Legal cases/coram nobis cases
Coram nobis cases refer to the 1980s attempt to reverse the World War II-era convictions of Gordon Hirabayashi, Fred Korematsu and Minoru Yasui, who challenged the constitutionality of the curfew and exclusion orders. The Supreme Court had upheld their convictions on the basis of military necessity. In the early 1980s, researcher Aiko Yoshinaga Herzig and legal historian Peter Irons discovered declassified documents verifying that the government had withheld information showing that there was no military necessity in the forced removal and incarceration of Japanese Americans. Soon after, legal teams were assembled and identical coram nobis petitions were filed in three separate federal district courts on behalf of Hirabayashi, Korematsu, and Yasui.
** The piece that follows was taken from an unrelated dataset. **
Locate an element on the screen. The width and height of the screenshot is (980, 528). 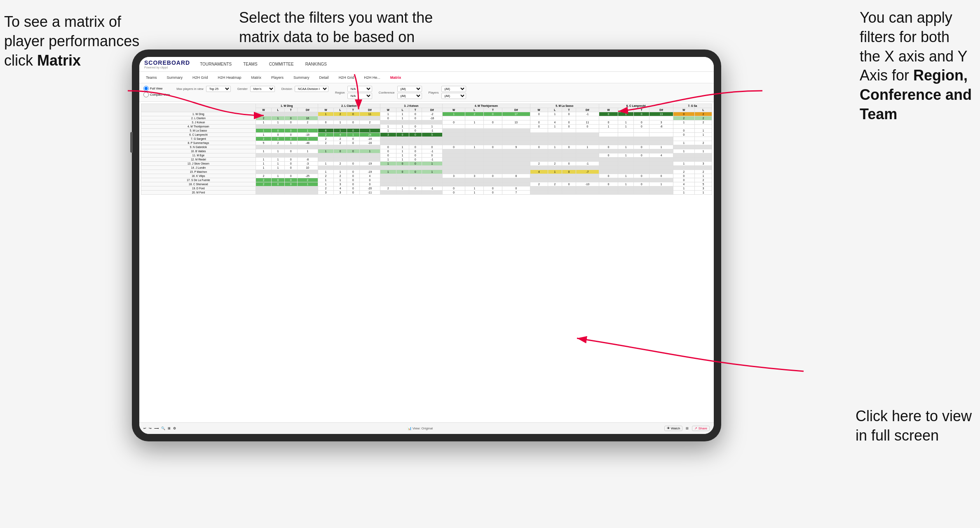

All three wartime convictions were subsequently vacated.
Redress and reparations
(966)
Legal cases/coram nobis cases
(204)
Related articles from the
Densho Encyclopedia :
Frank Chuman,
Coram nobis cases,
Charles Fahy,
Final Report, Japanese Evacuation from the West Coast, 1942 (book),
Marilyn Hall Patel
Due to technical difficulties and conditions at the time of taping, there is loud background noise in this interview.
Due to technical difficulties and conditions at the time of taping, there is loud background noise in this interview.
Due to technical difficulties and conditions at the time of taping, there is loud background noise in this interview.
Due to technical difficulties and conditions at the time of taping, there is loud background noise in this interview.